1/10
Ultimate Drek
20 September 2006
It was an age of infamy, deep in what some consider the darkest years of Trekdom. Deep Space Nine was gone. All that was left was Voyager. So Paramount let this be made to celebrate ... what, exactly? It wasn't any significant anniversary for the bona fide cultural phenomenon that was Trek. There was no new show or movie on the horizon. It was like they were just putting out a program to take up space and remind us that Trek lives. Emptiness would have been preferable. They should have remembered that even in the Trek-less years of the early '70s, the fans still had plenty of fun.

In this show, the jokes were weak, the acting weaker. Jason Alexander couldn't do a Kirk impression if his life depended on it. Kevin Pollak would have been so much better, but this was Alexander's own vanity project as executive producer. Apparently nobody around him had the compassion to tell him what a bad idea it was. In the few moments when this wasn't painful, it was just plain boring. Watching any episode of the original show would have been a hundred times more enjoyable. It was an insult to any true fan. The actors looked, sounded and and acted nothing like the characters they were supposed to be playing, which made for severe distraction, something they could ill afford in a program as wretched as this. Luckily, for most viewers, this program has been mercifully forgotten. Maybe it's an intentional amnesia.

But what do I know? Maybe I just need to get a life.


ABOUT THIS TASK :: Each line from the one containing "Guide me to tree." onward, through the end of the entries, is to be transcribed exactly; nothing else is to be included.

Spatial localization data

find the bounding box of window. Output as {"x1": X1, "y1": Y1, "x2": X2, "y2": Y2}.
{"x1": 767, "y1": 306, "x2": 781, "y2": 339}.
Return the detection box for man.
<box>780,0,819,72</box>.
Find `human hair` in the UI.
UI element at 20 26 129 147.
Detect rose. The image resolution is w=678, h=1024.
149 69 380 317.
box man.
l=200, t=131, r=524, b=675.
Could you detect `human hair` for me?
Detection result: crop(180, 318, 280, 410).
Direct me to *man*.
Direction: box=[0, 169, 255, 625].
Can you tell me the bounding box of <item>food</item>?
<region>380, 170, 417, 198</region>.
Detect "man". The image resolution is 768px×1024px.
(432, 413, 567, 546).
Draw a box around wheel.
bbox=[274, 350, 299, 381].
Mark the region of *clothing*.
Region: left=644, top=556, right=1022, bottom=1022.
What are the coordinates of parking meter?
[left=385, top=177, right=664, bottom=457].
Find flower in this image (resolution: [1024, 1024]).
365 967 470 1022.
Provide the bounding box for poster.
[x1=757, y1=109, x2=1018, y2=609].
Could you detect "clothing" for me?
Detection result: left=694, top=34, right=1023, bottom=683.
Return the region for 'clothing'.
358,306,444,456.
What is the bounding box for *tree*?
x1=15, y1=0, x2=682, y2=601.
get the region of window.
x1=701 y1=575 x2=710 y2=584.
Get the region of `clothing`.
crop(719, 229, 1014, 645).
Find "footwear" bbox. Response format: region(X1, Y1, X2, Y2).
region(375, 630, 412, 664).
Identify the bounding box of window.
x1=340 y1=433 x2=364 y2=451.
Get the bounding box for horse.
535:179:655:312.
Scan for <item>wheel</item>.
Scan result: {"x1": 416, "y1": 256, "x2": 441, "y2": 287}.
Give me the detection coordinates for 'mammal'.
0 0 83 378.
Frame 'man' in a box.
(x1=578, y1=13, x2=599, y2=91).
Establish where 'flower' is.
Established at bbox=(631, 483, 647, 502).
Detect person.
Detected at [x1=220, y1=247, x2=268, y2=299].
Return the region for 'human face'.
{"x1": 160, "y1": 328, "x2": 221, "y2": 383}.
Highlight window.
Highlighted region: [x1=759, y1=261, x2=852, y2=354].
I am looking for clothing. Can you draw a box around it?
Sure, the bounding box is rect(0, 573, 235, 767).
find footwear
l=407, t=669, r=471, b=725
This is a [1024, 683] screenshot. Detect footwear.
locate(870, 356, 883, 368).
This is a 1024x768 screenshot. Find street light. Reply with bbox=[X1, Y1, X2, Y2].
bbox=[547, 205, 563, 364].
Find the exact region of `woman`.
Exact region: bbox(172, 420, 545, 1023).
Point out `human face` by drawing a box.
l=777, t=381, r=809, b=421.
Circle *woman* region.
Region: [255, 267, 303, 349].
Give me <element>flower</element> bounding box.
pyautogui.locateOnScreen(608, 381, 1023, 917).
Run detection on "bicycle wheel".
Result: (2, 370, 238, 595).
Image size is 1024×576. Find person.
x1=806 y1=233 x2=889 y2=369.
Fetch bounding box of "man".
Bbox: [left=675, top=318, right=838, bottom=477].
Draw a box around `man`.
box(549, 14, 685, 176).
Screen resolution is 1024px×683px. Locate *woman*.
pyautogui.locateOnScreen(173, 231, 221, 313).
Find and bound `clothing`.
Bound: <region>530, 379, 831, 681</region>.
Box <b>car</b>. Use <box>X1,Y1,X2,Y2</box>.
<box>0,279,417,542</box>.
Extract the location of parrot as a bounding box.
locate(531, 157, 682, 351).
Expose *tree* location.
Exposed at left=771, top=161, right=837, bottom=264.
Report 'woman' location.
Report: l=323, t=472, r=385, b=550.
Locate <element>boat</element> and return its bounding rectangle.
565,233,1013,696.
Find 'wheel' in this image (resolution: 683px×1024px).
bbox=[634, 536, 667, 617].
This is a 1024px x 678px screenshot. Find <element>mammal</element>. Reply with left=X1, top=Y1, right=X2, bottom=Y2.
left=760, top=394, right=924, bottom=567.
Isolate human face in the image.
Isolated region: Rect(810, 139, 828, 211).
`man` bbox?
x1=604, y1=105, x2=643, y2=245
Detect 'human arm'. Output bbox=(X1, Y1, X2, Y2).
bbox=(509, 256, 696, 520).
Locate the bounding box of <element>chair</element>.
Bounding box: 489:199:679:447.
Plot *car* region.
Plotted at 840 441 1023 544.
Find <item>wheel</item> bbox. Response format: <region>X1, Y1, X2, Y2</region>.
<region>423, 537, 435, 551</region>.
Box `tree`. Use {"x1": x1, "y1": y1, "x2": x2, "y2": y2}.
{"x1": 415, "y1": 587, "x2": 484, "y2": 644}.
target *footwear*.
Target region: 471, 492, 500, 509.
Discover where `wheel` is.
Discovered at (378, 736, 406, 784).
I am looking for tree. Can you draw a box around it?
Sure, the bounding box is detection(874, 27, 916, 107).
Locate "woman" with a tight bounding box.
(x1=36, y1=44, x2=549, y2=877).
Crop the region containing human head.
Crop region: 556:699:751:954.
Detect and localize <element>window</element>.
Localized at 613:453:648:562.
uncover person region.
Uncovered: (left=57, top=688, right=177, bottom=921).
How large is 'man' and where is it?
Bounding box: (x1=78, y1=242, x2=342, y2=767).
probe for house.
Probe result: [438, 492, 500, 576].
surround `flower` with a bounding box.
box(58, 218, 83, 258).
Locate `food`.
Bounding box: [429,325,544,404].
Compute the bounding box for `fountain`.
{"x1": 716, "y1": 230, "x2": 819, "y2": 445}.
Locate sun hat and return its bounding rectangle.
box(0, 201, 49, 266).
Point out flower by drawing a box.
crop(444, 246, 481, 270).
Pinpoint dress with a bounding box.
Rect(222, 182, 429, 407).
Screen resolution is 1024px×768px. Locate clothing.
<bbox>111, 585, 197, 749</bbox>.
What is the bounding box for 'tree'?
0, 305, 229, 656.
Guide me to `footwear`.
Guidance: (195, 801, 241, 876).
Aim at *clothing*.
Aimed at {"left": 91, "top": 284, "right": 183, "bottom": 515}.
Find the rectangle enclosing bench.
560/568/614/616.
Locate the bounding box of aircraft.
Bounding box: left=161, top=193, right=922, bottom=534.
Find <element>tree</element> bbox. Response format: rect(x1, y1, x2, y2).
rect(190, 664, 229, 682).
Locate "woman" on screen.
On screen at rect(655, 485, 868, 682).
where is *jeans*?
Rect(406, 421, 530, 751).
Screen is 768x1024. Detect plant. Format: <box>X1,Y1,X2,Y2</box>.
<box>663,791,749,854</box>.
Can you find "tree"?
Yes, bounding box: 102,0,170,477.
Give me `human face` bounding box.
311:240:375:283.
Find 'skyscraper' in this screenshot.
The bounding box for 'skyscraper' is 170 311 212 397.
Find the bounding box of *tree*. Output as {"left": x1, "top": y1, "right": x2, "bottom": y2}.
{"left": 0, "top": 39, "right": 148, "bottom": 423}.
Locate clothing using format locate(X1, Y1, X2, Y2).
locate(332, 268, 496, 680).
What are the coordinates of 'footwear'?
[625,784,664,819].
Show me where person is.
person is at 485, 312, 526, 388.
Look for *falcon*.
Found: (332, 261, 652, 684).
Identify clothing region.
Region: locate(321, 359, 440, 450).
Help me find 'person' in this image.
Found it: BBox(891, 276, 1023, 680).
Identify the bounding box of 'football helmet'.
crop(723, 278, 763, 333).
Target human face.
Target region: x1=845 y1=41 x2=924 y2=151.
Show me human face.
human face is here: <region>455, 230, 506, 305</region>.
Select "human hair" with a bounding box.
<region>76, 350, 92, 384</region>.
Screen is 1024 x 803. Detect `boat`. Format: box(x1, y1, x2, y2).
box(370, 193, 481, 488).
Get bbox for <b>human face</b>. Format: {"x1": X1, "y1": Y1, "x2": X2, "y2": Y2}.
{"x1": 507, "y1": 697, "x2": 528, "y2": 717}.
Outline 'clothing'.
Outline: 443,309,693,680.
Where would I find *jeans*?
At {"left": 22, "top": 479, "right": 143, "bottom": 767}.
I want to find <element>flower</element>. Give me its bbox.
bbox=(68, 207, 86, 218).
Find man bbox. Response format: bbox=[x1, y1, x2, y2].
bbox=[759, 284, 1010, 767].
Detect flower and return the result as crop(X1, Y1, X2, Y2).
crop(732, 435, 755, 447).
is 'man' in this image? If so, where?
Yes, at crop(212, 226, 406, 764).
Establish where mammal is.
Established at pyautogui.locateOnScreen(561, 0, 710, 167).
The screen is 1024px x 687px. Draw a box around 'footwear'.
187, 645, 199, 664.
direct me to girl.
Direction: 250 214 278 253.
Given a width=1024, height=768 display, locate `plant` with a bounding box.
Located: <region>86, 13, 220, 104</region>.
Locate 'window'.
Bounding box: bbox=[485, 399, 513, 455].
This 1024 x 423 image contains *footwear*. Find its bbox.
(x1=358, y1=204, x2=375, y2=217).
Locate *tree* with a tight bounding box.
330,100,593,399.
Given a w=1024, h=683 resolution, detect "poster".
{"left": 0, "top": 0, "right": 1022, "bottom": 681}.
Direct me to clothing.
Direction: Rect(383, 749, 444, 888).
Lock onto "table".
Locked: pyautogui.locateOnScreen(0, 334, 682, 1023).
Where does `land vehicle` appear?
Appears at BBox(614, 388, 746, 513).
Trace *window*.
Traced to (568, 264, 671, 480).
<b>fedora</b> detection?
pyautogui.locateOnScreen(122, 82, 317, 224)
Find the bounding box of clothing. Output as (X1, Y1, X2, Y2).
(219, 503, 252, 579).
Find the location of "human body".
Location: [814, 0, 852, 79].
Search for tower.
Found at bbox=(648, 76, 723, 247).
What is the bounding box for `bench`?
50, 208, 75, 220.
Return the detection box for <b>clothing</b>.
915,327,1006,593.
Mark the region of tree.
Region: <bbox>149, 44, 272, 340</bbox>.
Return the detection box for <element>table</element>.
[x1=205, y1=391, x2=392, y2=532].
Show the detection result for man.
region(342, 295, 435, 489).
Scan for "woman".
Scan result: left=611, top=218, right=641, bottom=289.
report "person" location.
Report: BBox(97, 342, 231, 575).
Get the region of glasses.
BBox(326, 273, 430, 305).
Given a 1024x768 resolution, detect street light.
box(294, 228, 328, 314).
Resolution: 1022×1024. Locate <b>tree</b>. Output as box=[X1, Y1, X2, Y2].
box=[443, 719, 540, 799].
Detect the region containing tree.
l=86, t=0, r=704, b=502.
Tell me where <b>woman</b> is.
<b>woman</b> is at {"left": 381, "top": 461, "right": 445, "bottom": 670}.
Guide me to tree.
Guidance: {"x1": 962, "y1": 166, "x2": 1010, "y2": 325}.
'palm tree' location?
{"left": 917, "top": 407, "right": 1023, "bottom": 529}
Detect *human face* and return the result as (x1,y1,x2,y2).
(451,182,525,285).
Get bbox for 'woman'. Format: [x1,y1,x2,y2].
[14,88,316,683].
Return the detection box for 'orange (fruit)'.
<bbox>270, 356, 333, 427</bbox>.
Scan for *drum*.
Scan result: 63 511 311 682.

RESULT ::
Guide me to tree.
Guidance: {"x1": 962, "y1": 166, "x2": 1010, "y2": 325}.
'palm tree' location?
{"left": 917, "top": 407, "right": 1023, "bottom": 529}
Detect *human face* and return the result as (x1,y1,x2,y2).
(451,182,525,285).
Get bbox for 'woman'. Format: [x1,y1,x2,y2].
[14,88,316,683].
Return the detection box for 'orange (fruit)'.
<bbox>270, 356, 333, 427</bbox>.
Scan for *drum*.
Scan result: 63 511 311 682.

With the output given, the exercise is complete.